Frequently Asked Questions
What Animal Does Cashmere Come From?
Cashmere comes from the cashmere goat, specifically the soft down it grows beneath its outer coat to survive cold winters. That down is combed out in spring and turned into yarn. It is a different fiber from sheep’s wool, which comes from sheep and tends to be coarser and heavier.
Where Is Cashmere From?
Most cashmere is from the high, cold regions of Inner Asia, including Mongolia, northern China, and parts of Central Asia. The finest fiber tends to come from Mongolia, where the severe climate produces a softer, more even down. Where cashmere is from has a direct effect on how soft and durable the finished knit feels.
Is Mongolian Cashmere Better Than Other Cashmere?
Mongolian cashmere is widely regarded as among the finest available, largely because of the cold plateau climate the goats live in. Harsh winters push the goats to grow a finer down, and generations of herding knowledge protect the quality of the fiber. Careful sorting and spinning then carry that quality through to the garment.
Is Cashmere the Same as Wool?
No. Cashmere comes from the down of a goat, while wool, in the everyday sense, comes from the fleece of a sheep. Both are natural fibers, yet cashmere is finer, lighter, and softer to the touch, which is why it feels so different against the skin.
How Is Cashmere Collected From Goats?
The down is combed out by hand each spring as the goats naturally shed their winter coat, then sorted to separate the finest fiber from the coarse guard hair. The goats are not harmed in good practice, since combing simply gathers what the animal is already releasing. It is slow, seasonal work that cannot be rushed.
Why Is Cashmere So Expensive?
A single goat produces only a few ounces of usable down each year, and that down is combed and sorted largely by hand. The process is slow, seasonal, and difficult to scale, so genuine cashmere will always cost more than fibers made in volume. You are paying for rarity, for handwork, and for a material made to last.

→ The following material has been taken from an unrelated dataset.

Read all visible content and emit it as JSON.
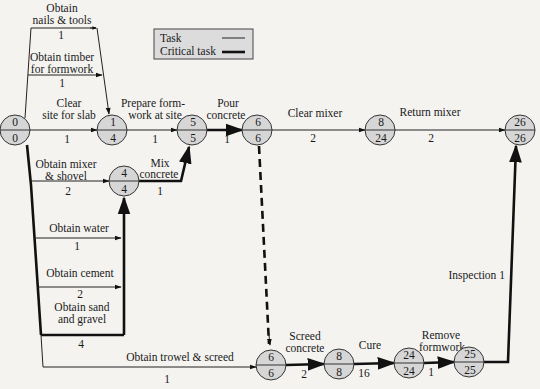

What Is the Difference Between Cashmere and Pashmina?
Pashmina is, in fact, a type of cashmere, traditionally describing especially fine fiber from goats in the Himalayan region. The word points to a grade and a heritage rather than a different animal. All pashmina is cashmere, though not all cashmere is fine enough to be called pashmina.
Does Cashmere Come Only From Mongolia?
No. Cashmere is grown across several cold regions of Asia, including China, Afghanistan, Iran, and India, as well as Mongolia. Mongolia is prized for the fineness of its fiber, shaped by an especially harsh climate, but it is one source among several. What matters most is the quality of the down and the care taken after it is gathered.